Perception of microstimulation frequency in human somatosensory cortex
Abstract
Microstimulation in the somatosensory cortex can evoke artificial tactile percepts and can be incorporated into bidirectional brain-computer interfaces (BCIs) to restore function after injury or disease. However, little is known about how stimulation parameters themselves affect perception. Here, we stimulated through microelectrode arrays implanted in the somatosensory cortex of two human participants with cervical spinal cord injury and varied the stimulus amplitude, frequency and train duration. Increasing the amplitude and train duration increased the perceived intensity on all tested electrodes. Surprisingly, we found that increasing the frequency evoked more intense percepts on some electrodes but evoked less intense percepts on other electrodes. These different frequency-intensity relationships were divided into three groups which also evoked distinct percept qualities at different stimulus frequencies. Neighboring electrode sites were more likely to belong to the same group. These results support the idea that stimulation frequency directly controls tactile perception and that these different percepts may be related to the organization of somatosensory cortex, which will facilitate principled development of stimulation strategies for bidirectional BCIs.
Data availability
Data and code for this paper are available at GitHub (https://github.com/chughes003r/FrequencyPaper)
Article and author information
Author details
Funding
Defense Advanced Research Projects Agency (N66001-16-C4051)
- Michael L Boninger
- Jennifer Collinger
- Robert Gaunt
National Institutes of Health (UH3NS107714)
- Michael L Boninger
- Jennifer Collinger
- Robert Gaunt
National Institutes of Health (U01NS108922)
- Michael L Boninger
- Jennifer Collinger
- Robert Gaunt
National Science Foundation (DGE-1247842)
- Sharlene N Flesher
The funders had no role in study design, data collection and interpretation, or the decision to submit the work for publication.
Ethics
Human subjects: This study was conducted under an Investigational Device Exemption from the U.S. Food and Drug administration, approved by the Institutional Review Boards at the University of Pittsburgh (Pittsburgh, PA) and the Space and Naval Warfare Systems Center Pacific (San Diego, CA), and registered at ClinicalTrials.gov (NCT0189-4802). Informed consent was obtained before any study procedures were conducted.
Copyright
This is an open-access article, free of all copyright, and may be freely reproduced, distributed, transmitted, modified, built upon, or otherwise used by anyone for any lawful purpose. The work is made available under the Creative Commons CC0 public domain dedication.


— Assignment —
Write out the entries exactly, leaving out every picture.

(Record excerpts begins)

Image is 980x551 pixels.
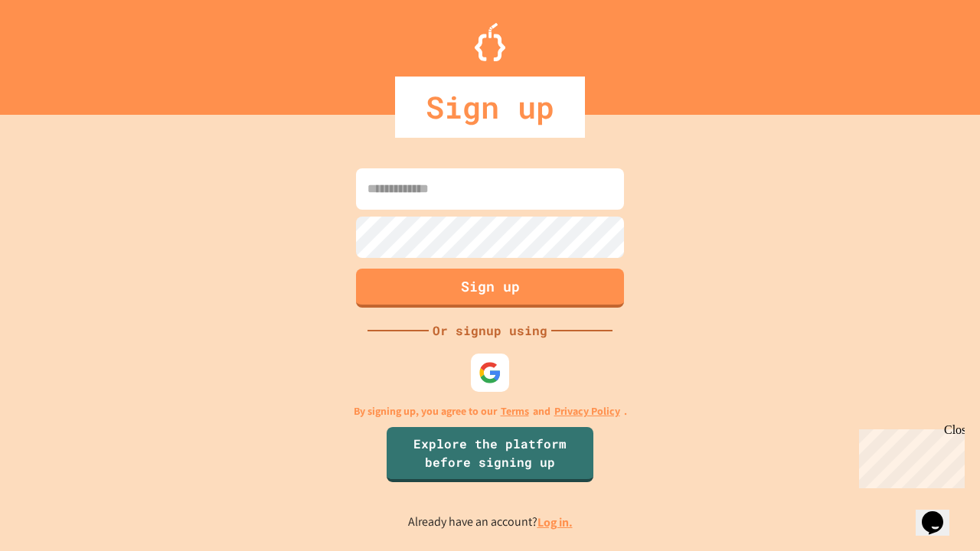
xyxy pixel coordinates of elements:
[501,404,529,419] a: Terms
[853,423,964,489] iframe: chat widget
[387,428,593,482] a: Explore the platform before signing up
[356,269,624,308] button: Sign up
[478,361,502,384] img: google-icon.svg
[395,77,585,138] div: Sign up
[408,513,573,532] p: Already have an account?
[538,514,573,531] a: Log in.
[915,491,964,536] iframe: chat widget
[475,23,505,61] img: Logo.svg
[6,6,105,97] div: Chat with us now!Close
[554,404,620,419] a: Privacy Policy
[354,404,627,419] p: By signing up, you agree to our and .
[429,321,551,340] div: Or signup using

(Record excerpts ends)

— Answer to the exercise —
Image is 980x551 pixels.
xyxy pixel coordinates of elements:
[501,404,529,419] a: Terms
[853,423,964,489] iframe: chat widget
[387,428,593,482] a: Explore the platform before signing up
[356,269,624,308] button: Sign up
[478,361,502,384] img: google-icon.svg
[395,77,585,138] div: Sign up
[408,513,573,532] p: Already have an account?
[538,514,573,531] a: Log in.
[915,491,964,536] iframe: chat widget
[475,23,505,61] img: Logo.svg
[6,6,105,97] div: Chat with us now!Close
[554,404,620,419] a: Privacy Policy
[354,404,627,419] p: By signing up, you agree to our and .
[429,321,551,340] div: Or signup using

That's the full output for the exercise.